Wednesday, December 12, 2012

AMERICANS ABANDON THE CAR


WHY VERMONTERS—AND AMERICANS—ABANDONING THEIR CAR BECAME A TREND FOR NOW AND THE FUTURE AND NOT AN ABERRATION
...or why bus, commuter rail, and Amtrak grow and car travel stalls and slides backward
If economics historically gets tagged with being the “dismal science” then transportation economics deserves placemet as the muck at the bottom of the economic swamp. For a century transportation economics mostly remained deep inside the academic walls. Moving goods mostly addressed costs and efficiencies moving a carload of freight from factory to port to a destination whether that be a coal fired electric plant or after warehousing and braking the carload down, delivery by a firm like UPS to a customer on main street.
When dealing with moving people from place to place, transportation economics mostly examined large metropolitan areas for where to put the next subway stop, bus route, or airport hub. Household transport economics started and ended from the advent of the car with the household car—the numbers of car per household, annual growth in car travel, new holiday car travel records, how high could driver licensing percentage could go among the driving age population, highway crash statistics, etc.
But beginning about 1990 a shift began, a tectonic shift with more and more statistics showing a slowing—and now even a decline—in car travel. Statistics now show a drop of young people getting drives licenses in a 15 year study 1995-2010, and in Burlington, VT a sudden abandoning by about 500 commuters to and from the Queen City for the commuter “Link” services operated by the Chittenden Country Transportation Authority (CCTA). Oh, one more statistic—nationally the median household expenditure for transportation which reached as high as 19-20 percent at times dropped to 16.0 in 2008-2009, according to the U.S. Bureau of Labor Statistics.
Behind the tectonic shifts, there appear to be two extremely powerful economic forces which together determine the economics of the household at work. And, those two powerful economic forces tell us we have not seen anything yet on the drive by households to shed high cost driving for either public transportation or just not making certain trips altogether. Those two forces are: basic wages and the cost of housing. The best measure of a nation's income and trends comes in the “average manufacturing hourly wage” data. That average wage peaked about 1970 and since 1980 dipped slightly during the interim and now sits about the same level $19.14 (August 2012, average hourly manufacturing wage for “production and non-supervisory employees”). Simply, little has changed in the income of the typical worker in manufacturing in the U.S. in over three decades.
The second major factor affecting transportation for households is the cost of housing. Here the news gets even worse. From 1980 to 2009 in constant 2000 dollars, median rent (usually a two bedroom unit) increased from $376 to $689 monthly, 83%. So, no real increase in wages for three decades and housing cost rising over 80%. What do these have to do with transportation? Or with households cutting back with expensive local transportation represented by the car and its 50-cent-a-mile typical expense (the current reimbursement Federally approved rate)? Simply there is a very strong economic force in the decision making of households to minimize the joint cost of housing and transportation, the two areas that consume about half (49% for families in 2011) of the average households. So we have experienced three decades of flat manufacturing wages and during that time an 80% increase in housing costs as measured by the median rents. Finally, the periodic national travel survey reveals that from 2001 through 2009 for every age group travel by car declined with he largest decline in miles of travel, an average of 20%, came in the under-30 age group.


Where does that leave a household who for a long time experienced the pressures of rising housing costs and no wage increases—everything else being equal. Reducing housing costs represent a far more difficult short term possibility (long term too!) to change than transportation costs. When an opportunity to more than halve the cost of a necessary trip—getting to and from work, for example—it is no surprise why a commuter between Burlington and Montpelier chooses a Link commuter bus costing 10 cents a mile versus solo driving at 50 cents a mile—a daily saving of $32 based on the 80-mile roundtrip by Link service priced at $8 and $40 for the solo drive. Finally, with these two factors at work it comes as little surprise that the growth of outer suburbs of metropolitan areas over the past two decades suddenly ended and that in many metropolitan areas the long term decline in city centers ended an in many cases central cities gained population. The housing and transportation cost relationship fully explains these two metropolitan developments.
What's more there appears little change in the future of the increasing housing-transportation cost to the household—the household faces increased housing cost over and above inflation and car travel costs doing the same. Perhaps this relationship explains why when the Boston area transit agency increased fares on bus-subway-commuter rail services by 23% early this summer there was no drop in passenger numbers. The increase in public transit fares were insufficient for a typical household commuter or transit user to switch to an alternative, such as the car, and those who used transit were not “cruising” or taking public transport just to see the countryside, they were making mostly necessary trips to work, professional appointments, school, etc.
We can expect that there will be a continued abandoning of the car for necessary trips—and even for discretionary trips—if reasonably priced service alternatives are provided—right now that is really just about any public transit, including Amtrak, which generally enjoys high single digit and double digit growth each year.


> [Exercise brief]: Look through the data below and say how many of its lines contain "screenshot", adding nothing else.

> [Supplied material]:
········

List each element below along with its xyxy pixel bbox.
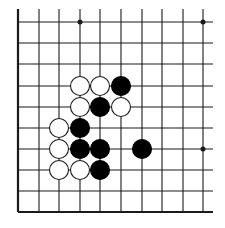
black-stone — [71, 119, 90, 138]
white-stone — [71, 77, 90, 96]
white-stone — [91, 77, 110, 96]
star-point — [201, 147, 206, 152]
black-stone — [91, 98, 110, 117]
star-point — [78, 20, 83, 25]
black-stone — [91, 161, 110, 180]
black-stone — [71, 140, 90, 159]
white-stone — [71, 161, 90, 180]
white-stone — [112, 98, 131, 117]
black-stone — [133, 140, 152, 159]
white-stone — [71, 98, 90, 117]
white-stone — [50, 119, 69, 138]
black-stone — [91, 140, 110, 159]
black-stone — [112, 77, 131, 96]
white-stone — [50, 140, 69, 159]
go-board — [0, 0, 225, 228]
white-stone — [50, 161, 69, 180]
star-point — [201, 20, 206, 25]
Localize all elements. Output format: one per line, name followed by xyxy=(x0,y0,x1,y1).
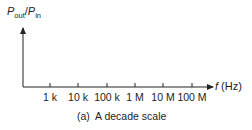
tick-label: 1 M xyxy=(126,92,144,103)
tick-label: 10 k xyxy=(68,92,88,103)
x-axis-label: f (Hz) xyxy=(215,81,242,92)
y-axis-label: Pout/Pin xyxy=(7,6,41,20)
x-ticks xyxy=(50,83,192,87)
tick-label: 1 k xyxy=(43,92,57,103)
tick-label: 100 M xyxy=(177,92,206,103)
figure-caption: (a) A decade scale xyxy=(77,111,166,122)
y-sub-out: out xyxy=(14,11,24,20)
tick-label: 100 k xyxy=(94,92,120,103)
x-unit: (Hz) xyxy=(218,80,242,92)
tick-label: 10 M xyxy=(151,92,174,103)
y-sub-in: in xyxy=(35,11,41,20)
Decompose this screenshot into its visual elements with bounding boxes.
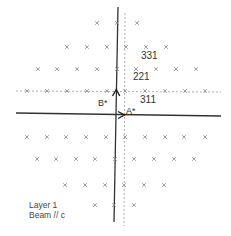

········

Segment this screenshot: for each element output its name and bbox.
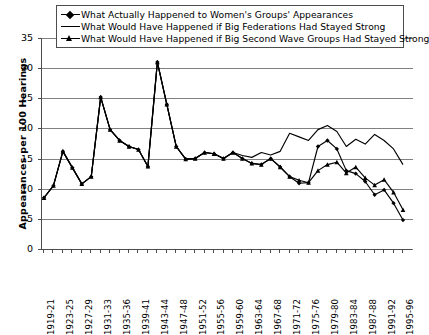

········

> [Answer box]: 2